Family doctors are spending too much time filling out paperwork, like sick notes for patients’ employers, or forms for their insurance providers, according to the New Brunswick Medical Society.
NB Medical Society president Dr. Paula Keating said paperwork can take up to 30 per cent of a physician’s working hours to complete, especially for family doctors.
“There’s always been paperwork in the medical practice but it seems to have exploded in the last few years,” Keating said in an interview.
“Forms for this, insurance, sick notes, et cetera.”
On Wednesday, Quebec’s provincial government announced plans to table a bill that would prohibit insurers and employers from requiring a doctor’s note for patients to be eligible for reimbursement on things like orthopedic equipment or health treatments such as massage therapy.
Keating said the medical society is calling on New Brunswick to follow suit with legislation aimed at reducing paperwork.
In an emailed statement sent to Global News on Monday, a representative for the province’s Health Department said the department is “always looking at ways to improve the quality of health-care services in New Brunswick. It is interested in learning more about how this initiative in Quebec could impact both physicians and patients.”
Quebec is the third province to introduce this legislation, Keating said. Ontario announced similar legislation in April, and Nova Scotia’s government tabled a bill in March 2023 that limits how often employers can ask for a doctor’s note when an employee is ill.
The province’s Office of Regulatory Affairs and Service Effectiveness (ORASE) has more than 40 actions underway with a goal to reduce red tape in the medical sector.
One of those actions is the creation of standardized versions of forms like those for short- and long-term disability.
“Doctors used to have to complete 28 different forms across 28 different insurance companies, now they just have to complete 1,” ORASE senior executive director Leanne Hachey said.
Doctors across the country are fed up with the red tape, according to Dr. Kathleen Ross, the president of the Canadian Medical Association.
Ross said the association wants to see a federal standardization of third-party medical forms like the ones insurance providers sometimes require.
The association is also calling for a reduction in the need for medical documents as eligibility criteria for federal programs like the disability tax credit.
“The government federally setting the standard for expectations for businesses for sick notes would go a long way to seeing expansion of the programs that we’re seeing in Quebec, Nova Scotia and Ontario,” Ross said.
Hachey said her department is hoping Ottawa would use Nova Scotia’s standardized forms — the first in the country — as an example for federally standardized forms.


### [ASSIGNMENT]
Whenever a line below includes the string "Outubro", show it.

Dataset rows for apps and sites
========================================
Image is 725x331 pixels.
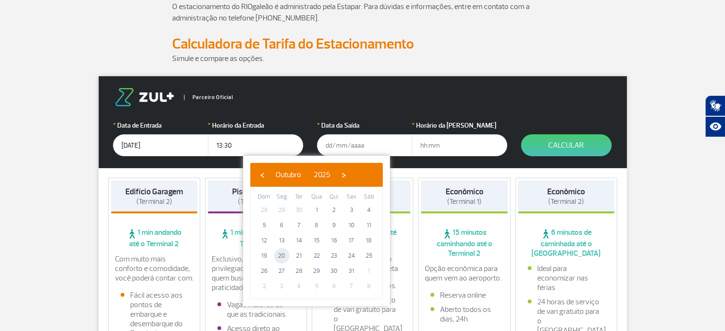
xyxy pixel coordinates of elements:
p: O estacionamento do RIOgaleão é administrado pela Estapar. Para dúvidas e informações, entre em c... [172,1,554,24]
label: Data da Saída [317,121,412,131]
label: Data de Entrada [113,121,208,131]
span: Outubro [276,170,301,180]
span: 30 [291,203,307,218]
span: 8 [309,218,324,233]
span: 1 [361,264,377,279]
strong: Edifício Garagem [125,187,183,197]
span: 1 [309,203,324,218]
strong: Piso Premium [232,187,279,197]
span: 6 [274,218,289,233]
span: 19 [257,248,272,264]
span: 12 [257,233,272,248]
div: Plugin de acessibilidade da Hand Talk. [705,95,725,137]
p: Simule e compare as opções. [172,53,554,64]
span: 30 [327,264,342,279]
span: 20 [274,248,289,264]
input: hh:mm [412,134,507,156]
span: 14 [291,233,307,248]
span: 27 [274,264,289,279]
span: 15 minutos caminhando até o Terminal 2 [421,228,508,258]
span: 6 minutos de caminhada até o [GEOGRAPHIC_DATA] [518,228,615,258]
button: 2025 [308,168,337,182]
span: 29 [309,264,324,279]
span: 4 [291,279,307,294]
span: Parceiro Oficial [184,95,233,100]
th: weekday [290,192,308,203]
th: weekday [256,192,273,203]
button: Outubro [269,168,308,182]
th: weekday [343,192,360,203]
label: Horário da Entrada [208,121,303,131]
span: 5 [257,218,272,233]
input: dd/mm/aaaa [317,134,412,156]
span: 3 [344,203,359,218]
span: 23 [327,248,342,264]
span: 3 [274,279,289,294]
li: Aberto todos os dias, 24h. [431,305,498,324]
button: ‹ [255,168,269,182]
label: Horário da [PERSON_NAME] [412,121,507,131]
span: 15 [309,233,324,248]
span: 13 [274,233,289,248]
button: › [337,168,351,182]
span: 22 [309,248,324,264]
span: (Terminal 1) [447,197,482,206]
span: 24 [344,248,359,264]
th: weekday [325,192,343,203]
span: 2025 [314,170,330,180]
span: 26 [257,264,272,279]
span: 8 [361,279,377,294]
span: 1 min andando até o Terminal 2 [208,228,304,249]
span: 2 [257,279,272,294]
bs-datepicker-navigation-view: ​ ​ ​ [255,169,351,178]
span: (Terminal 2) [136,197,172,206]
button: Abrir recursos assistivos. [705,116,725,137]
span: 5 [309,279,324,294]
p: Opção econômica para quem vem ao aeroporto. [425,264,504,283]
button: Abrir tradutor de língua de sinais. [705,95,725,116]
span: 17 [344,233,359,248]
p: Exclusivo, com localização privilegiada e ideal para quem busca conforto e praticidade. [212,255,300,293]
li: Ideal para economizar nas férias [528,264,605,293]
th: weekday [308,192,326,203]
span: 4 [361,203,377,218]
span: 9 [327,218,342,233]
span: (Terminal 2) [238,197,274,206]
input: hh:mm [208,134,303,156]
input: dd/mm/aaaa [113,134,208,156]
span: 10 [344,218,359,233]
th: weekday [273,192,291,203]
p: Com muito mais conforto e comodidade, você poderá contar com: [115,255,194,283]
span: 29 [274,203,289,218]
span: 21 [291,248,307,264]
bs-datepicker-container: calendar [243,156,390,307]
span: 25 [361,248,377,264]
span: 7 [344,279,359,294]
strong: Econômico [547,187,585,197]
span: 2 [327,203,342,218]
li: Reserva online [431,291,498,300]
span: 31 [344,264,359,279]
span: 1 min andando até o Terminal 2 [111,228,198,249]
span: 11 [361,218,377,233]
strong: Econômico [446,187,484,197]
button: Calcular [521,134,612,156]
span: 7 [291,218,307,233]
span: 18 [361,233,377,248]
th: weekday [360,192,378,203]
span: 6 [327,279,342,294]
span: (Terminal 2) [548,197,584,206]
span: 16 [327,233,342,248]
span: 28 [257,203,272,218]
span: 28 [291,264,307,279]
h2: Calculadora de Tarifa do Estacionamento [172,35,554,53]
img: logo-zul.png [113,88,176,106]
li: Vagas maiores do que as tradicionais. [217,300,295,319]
========================================
### [YOUR RESPONSE]
span: Outubro [276,170,301,180]
button: Outubro [269,168,308,182]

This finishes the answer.